A girl on a motorcycle drove down a divided highway, carefully weaving in and out of slowing traffic. The motorcycle was black with wide tires and unmarked, no brand name visible.
Her helmet was black, with a visor that she pushed up at a stoplight. On top of her helmet was a row of pink triangles, running in a center ridge from the front all the way down the back. She wore a tight pink, cotton, sleeveless shirt and tight black pants. Her bare arms were darkly tanned and she had a large, elaborately curled tattoo draped on her left shoulder and upper arm.
When the light turned green, she took off, and was seen ahead in the distance, turning into the left of the two northbound lanes.

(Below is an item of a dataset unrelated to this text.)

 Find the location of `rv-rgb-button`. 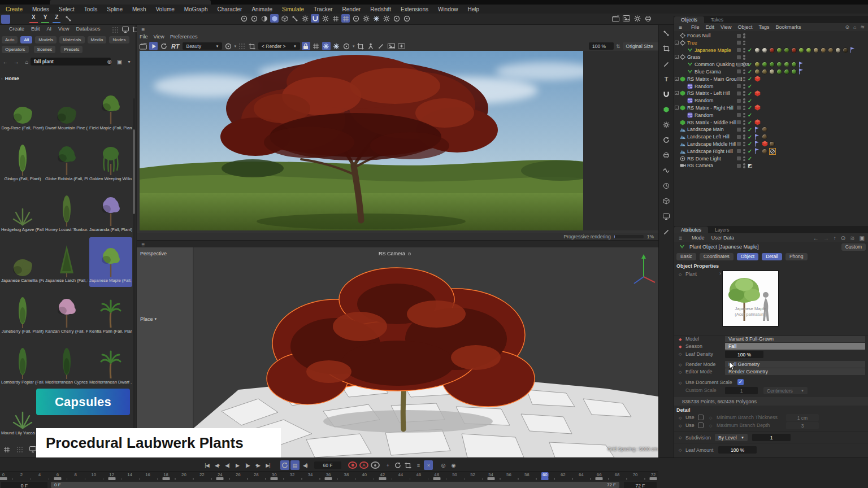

Later she was seen to turn left again, this time into a street next to the entrance of a medical clinic behind a wall, and vanish.
She was quite the sight with that row of pink triangles on top of her helmet, as though she was some kind of reptile. The triangles were probably attached by an adhesive strip. Stand-up decals that attach in strips were sold online, but not in that shape or color.
You would expect to see her in southern California, but not in this neighboring state, known to be rather conservative and unimaginative. Who was she? Was she a visitor or newly transplanted to the area? Where was she from? Where was she going in that up-scale residential neighborhood behind the clinic? Some drivers who noticed had questions.
Four years later, she was seen again, in mid spring, in the same area. So she could be a local, with an artistic bent, who motorcycles occasionally.
This time she wore a sleeved dark jacket and rode a motorcycle of the same description. Her helmet was white, but mostly overlain with a horizontal pattern of vividly colored images. The design was contemporary – at a quick glance perhaps a series of overlapping people in profile. That helmet was far more unique and colorful than anything else on the road that hour.